The headlines swing like a pendulum of doomsaying, driving businesses to the brink of a pit of despair.
- Stocks are DOWN, stocks are up, stocks are DOWN!!!
- The dollar is strong, unemployment is down but LAYOFFS ARE COMING!
- The economy is stronger than we think; we’re already in recession; we’re kicking off a GLOBAL RECESSION.
- Soft landing, HARD LANDING!!
- We can expect a recovery to take 12 months, 17 months, a REALLY, REALLY, REALLY LONG TIME!
Pick your poison—uh—prognosticator: Ouija board, economist, Magic 8 Ball, or market expert, nobody really knows. The suspense is killing us.
But before you slash your marketing budget (or subject it to death by a thousand cuts), consider this: challenging times are when your brand and business need effective marketing most. Every good reason to market during good times still exists, with the added urgency of presumptive fiscal peril.
For the unwary, tightening purse strings can slowly strangle a brand. If your brand goes silent, clients may surmise your demise, triggering premature decline. And it can be treacherously difficult to accelerate a pipeline from a dead stop.
Instead, hone your marketing to make the most of your budget:
- Focus on what your customers need to escape or survive economic turbulence, whether a new product or service, a high-value deal, or far-sighted perspective.
- Assuage torturous uncertainty with audience understanding and data-informed campaigns. With modest investment you can achieve bullseye targeting and transform dizzying fluctuations into continuous monitoring and improvement.
- If you’re hemorrhaging marketing talent, staunch the flow and ease anxiety by outsourcing key research, strategic, execution, or creative functions—helping your team focus on what they do best.
- Bring a measure of empathy for your customers and your team. When people are on edge, human kindness trumps killer instinct as a marketing fulcrum.
Beyond the headlines and hype, business, like life, is always uncertain. Boom times, like busts, are full of change and challenge, as well as opportunity. One more thing that’s as certain as death and taxes: if you don’t play, you can’t win.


WORK ITEM:
Please report the number of lines in the entries below that contain "Save", with nothing added.

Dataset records
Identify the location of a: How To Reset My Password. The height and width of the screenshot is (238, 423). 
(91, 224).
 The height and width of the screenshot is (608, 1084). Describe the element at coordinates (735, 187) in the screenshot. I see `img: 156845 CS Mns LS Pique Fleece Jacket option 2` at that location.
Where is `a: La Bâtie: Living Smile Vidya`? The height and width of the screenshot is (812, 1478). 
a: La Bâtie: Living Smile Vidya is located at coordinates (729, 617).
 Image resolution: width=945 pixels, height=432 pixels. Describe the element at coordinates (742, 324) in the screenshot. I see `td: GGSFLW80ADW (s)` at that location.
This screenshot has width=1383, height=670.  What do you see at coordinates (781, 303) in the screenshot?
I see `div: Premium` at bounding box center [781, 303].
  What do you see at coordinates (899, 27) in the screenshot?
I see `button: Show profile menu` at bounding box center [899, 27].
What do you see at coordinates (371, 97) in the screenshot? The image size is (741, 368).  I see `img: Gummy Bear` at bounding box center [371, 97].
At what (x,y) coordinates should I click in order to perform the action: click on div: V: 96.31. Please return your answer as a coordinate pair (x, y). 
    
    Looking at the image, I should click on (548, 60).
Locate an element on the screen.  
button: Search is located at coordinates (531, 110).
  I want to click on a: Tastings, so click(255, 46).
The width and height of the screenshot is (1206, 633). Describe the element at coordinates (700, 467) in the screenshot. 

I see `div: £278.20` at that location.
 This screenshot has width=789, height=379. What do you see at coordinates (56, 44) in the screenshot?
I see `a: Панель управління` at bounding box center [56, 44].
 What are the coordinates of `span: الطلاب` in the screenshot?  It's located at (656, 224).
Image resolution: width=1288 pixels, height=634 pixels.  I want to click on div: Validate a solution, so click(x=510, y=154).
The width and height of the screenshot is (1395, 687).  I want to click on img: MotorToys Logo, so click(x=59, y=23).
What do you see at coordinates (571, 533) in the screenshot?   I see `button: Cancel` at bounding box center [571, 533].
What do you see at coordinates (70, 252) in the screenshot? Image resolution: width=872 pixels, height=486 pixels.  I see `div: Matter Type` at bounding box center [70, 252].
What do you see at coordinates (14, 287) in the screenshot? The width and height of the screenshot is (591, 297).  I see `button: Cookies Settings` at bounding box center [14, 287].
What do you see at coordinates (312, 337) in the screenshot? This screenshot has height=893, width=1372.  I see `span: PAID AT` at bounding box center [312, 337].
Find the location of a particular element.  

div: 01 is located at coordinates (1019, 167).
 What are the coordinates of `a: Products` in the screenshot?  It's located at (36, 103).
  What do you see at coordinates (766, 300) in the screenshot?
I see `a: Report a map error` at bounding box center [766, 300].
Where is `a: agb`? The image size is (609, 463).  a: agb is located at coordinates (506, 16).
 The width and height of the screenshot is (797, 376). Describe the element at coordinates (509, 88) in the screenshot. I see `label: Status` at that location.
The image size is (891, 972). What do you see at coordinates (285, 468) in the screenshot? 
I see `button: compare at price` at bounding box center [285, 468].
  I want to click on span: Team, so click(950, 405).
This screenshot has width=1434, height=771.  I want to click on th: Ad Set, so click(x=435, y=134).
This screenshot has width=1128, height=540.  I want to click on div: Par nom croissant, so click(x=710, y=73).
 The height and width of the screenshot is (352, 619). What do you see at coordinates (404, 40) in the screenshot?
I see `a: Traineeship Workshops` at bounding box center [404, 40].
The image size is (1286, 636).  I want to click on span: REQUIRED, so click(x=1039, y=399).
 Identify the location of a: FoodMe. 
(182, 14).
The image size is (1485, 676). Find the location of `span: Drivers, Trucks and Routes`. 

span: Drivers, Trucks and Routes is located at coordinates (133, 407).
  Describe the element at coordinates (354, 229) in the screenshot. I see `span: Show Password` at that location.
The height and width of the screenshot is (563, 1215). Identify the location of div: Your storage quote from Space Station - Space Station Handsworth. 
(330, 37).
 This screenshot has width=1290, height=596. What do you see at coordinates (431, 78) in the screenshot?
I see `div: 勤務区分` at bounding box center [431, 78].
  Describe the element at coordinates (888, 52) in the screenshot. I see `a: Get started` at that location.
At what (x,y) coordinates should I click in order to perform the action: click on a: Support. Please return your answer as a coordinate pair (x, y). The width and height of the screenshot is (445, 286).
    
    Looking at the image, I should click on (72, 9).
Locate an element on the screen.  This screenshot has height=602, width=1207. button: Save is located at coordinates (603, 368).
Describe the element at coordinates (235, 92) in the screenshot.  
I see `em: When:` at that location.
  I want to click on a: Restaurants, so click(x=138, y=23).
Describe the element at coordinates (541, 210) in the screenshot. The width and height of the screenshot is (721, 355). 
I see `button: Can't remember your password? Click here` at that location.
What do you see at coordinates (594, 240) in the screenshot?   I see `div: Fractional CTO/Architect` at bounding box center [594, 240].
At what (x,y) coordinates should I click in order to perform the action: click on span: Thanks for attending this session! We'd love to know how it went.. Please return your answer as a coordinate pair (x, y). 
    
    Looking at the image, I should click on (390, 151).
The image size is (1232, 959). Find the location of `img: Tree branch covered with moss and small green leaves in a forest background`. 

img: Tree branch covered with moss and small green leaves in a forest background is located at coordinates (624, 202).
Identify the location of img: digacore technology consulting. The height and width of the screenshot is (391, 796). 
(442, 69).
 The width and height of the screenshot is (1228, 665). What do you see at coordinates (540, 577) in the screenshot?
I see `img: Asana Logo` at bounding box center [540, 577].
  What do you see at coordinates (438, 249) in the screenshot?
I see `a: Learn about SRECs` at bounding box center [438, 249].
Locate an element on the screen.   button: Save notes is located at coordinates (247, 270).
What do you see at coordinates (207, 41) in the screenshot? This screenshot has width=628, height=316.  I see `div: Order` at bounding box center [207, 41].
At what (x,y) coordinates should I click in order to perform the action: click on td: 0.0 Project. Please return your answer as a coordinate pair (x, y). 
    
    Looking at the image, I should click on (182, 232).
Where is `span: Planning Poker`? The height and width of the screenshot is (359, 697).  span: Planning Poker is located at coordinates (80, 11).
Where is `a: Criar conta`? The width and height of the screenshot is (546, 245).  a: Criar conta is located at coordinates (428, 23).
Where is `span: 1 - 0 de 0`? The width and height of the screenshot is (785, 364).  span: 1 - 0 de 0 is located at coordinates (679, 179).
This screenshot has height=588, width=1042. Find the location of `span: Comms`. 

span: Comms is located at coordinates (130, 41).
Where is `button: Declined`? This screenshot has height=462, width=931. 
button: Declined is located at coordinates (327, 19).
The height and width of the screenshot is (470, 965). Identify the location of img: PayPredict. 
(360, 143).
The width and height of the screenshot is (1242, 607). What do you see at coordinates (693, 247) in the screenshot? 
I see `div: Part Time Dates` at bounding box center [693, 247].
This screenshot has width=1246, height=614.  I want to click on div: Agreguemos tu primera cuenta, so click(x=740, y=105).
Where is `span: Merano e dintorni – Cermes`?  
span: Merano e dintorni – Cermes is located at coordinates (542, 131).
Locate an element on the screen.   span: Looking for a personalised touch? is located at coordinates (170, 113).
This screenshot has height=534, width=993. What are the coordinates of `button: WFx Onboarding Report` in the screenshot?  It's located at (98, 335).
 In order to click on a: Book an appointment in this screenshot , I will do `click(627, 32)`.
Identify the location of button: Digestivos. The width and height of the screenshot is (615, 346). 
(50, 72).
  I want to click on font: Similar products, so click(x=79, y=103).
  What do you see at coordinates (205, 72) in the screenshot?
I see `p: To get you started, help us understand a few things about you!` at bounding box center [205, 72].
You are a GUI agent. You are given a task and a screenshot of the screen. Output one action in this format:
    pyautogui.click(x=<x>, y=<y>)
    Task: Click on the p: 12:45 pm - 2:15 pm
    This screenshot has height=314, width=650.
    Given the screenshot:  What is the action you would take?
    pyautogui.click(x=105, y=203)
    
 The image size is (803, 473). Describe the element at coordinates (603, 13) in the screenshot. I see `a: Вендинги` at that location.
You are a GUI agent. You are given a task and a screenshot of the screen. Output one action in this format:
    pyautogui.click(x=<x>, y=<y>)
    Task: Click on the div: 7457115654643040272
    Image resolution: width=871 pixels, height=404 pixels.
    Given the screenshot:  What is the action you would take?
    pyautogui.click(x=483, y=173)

ANSWER:
2